The Black Box Essay
My novel, The Black Box, is perhaps more special to me than other books have been, and I have high hopes that Harry Bosch readers will particularly embrace it. I guess it’s because the book has special meaning for me on multiple levels. First of all, it’s my twenty-fifth novel, and I don’t think any writer starting out can ever see the day when they will be publishing their twenty-fifth novel. I know I certainly didn’t. When I started out, my hope was to get one book published and maybe follow it up with another. There was no thought at all about quitting my day job. So twenty-five for me was a pie in the sky sort of thing. So was twenty years. Yes, this is my twenty-fifth novel in twenty years of publishing. Hard to believe. When that first novel came out in 1992, I didn’t even have an e-mail account or a cell phone, there were no book blogs or e-books, and the first George Bush was president. As Jerry Garcia (who was alive then) would say, “What a long, strange trip it’s been.”
But I think what makes this book so special to me is something much more than literary anniversaries and book numbers. It’s the subject matter. Harry Bosch reopens the unsolved case of a journalist murdered during the riots that took place in Los Angeles in 1992. This is a subject that has always been important to me, and it’s the twentieth anniversary of this event that really inspired the book and makes it so special to me.
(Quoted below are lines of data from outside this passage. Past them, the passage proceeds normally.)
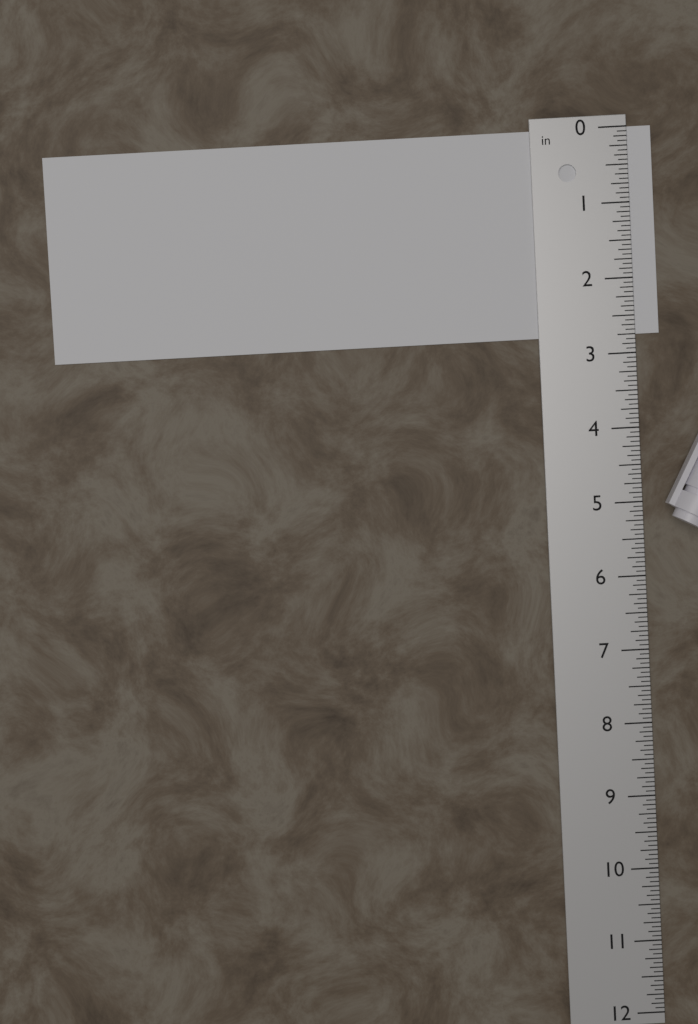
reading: 2.7500 in
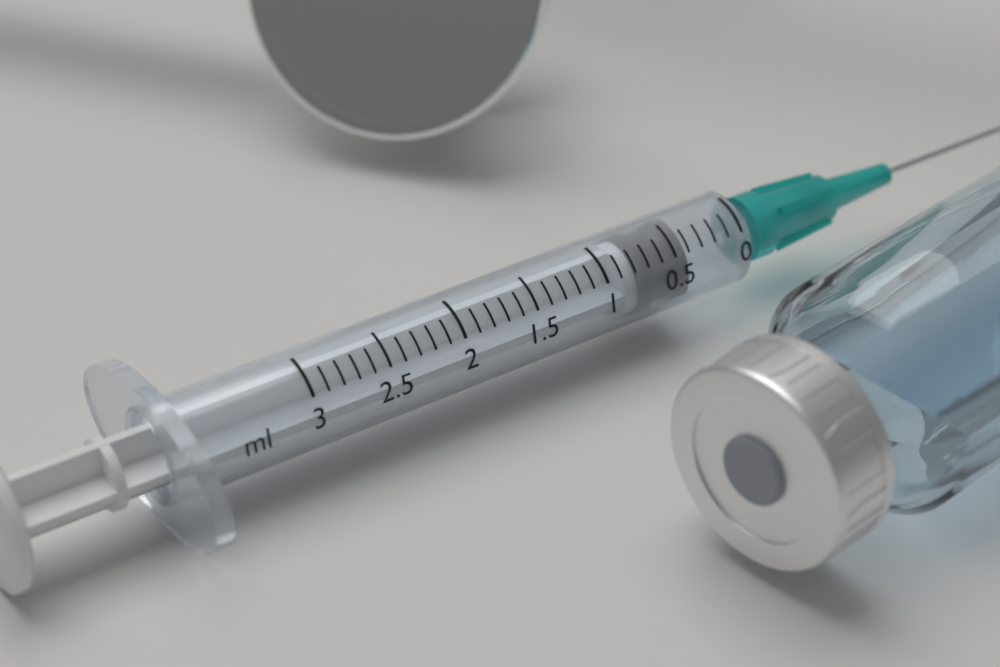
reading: 0.4 ml
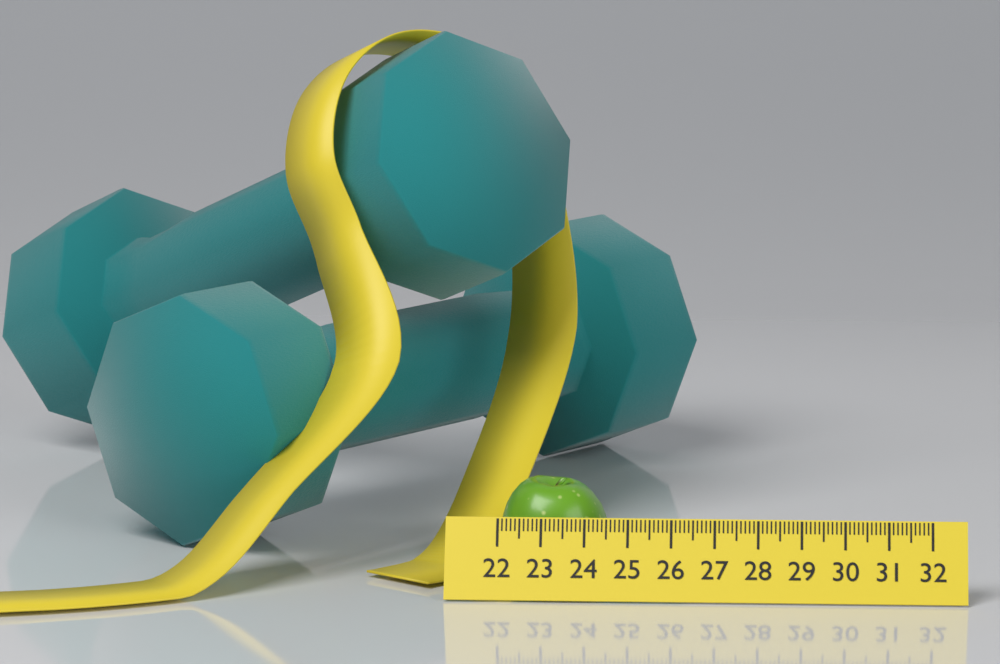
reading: 24.5 (no unit)
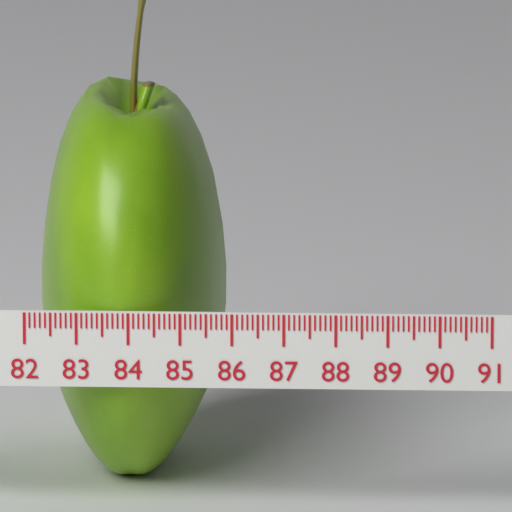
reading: 85.7 (no unit)
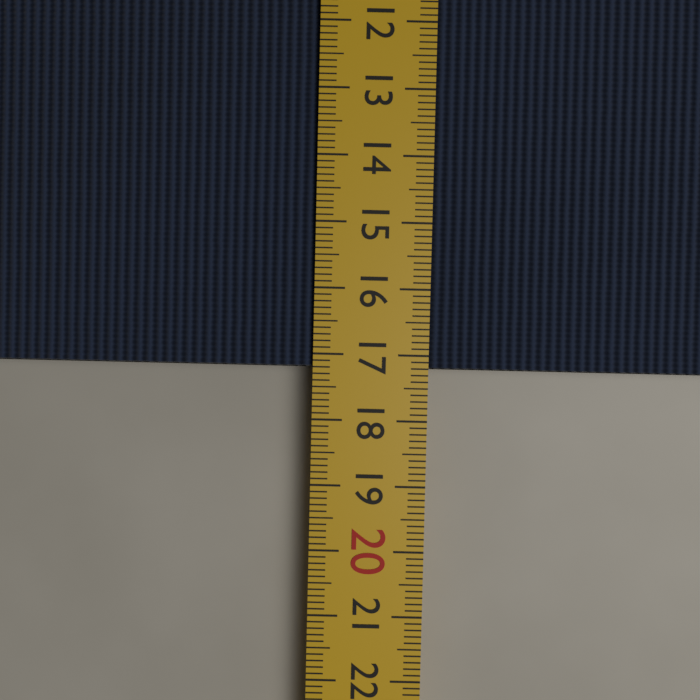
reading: 17.2 cm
In 1992, I had not yet quit my day job. The year opened with The Black Echo being published in January and my literary career kicking off with some pretty good reviews. I took a couple of weeks off to promote the book and then I was back to work as a reporter for the Los Angeles Times covering the crime beat. Cops and crime all came together horribly at the end of April, when riots broke out following not-guilty verdicts in the trial of four officers accused of police brutality in the beating of Rodney King. I lived in and loved Los Angeles. I was writing fiction by night about a detective who loved his city and worked to make it better. When those verdicts came down, the city completely lost it. From a few disparate flash points a mob mentality took over, and America’s postmodern city was torn apart. I saw the best and worst in people, images I can’t forget and that I still work out in my fiction all the time.
On the first night of the riots I was posted at the spot where Rodney King had been pulled over by police and beaten while more than a dozen officers surrounded him. There was now a crowd there gathered to hear the verdicts and to rejoice in justice prevailing. But they didn’t hear what they had expected to hear. Nobody did—even the seasoned journalists. And the crowd grew frustrated and angry. There were other reporters there and TV trucks with video screens showing violence breaking out in other parts of the city. Soon I was surrounded by angry people. They were pushing and yelling, angry with the messenger: the reporters bearing the bad news. In fourteen years as a journalist it was the only time I ever felt that I was truly in danger. But I was surrounded, and there was nowhere to go. I had put my notebook away and was simply holding my hands up, palms out in front of me, showing that I was not a threat, that I was not the bad guy here. Then suddenly the crowd was parted by one man. A black man, a total stranger to me, wearing a T-shirt that I will always remember said LOVE on it. He pushed through to me and raised his hand. I braced for what was coming, and what came was his hand on my arm. He said, “I’ve got to get you out of here.”
And he did. He pushed back through the crowd, pulling me with him. Something about him having hold of my arm made people step back and give me passage. Was it the T-shirt? Did his act of kindness and bravery make them realize what they were doing? I don’t know. All I know is that he got me to my car and stood by it while I got in and got away from there. I was safe and could finally breathe again. As I was driving away, I realized I would never know who that man was and that I had not even said thank you.
The rest of that night and the following night I moved around the city and called in reports on widespread looting and arson. I watched them pull a school bus up in front of the doors to the LAPD’s Foothill Station to help repel the angry crowd that descended on the place where the officers who beat Rodney King had been assigned. I walked down Hollywood Boulevard, watching groups of mindless looters descend en masse on Frederick’s of Hollywood, a lingerie store. Nothing made sense in what I was seeing. Los Angeles became a place I didn’t recognize.
It is no wonder to me that the riots have come up often in the fiction I have written since then. At least four of my books drew partial plot lines from them. And now with The Black Box I go back to 1992 and begin with Harry Bosch attempting to do his job in those harrowing circumstances. I think that with what I have written I have finally said what I needed to say about that time. I’ve gotten it out of my system. I can’t say for certain that 1992 won’t come up again in the next twenty-five novels I hope to write. But I think I’m finished with it. The Black Box is dedicated to all of the readers who have sustained Harry Bosch for all these years, and to the unknown man in the T-shirt who parted the crowd that day.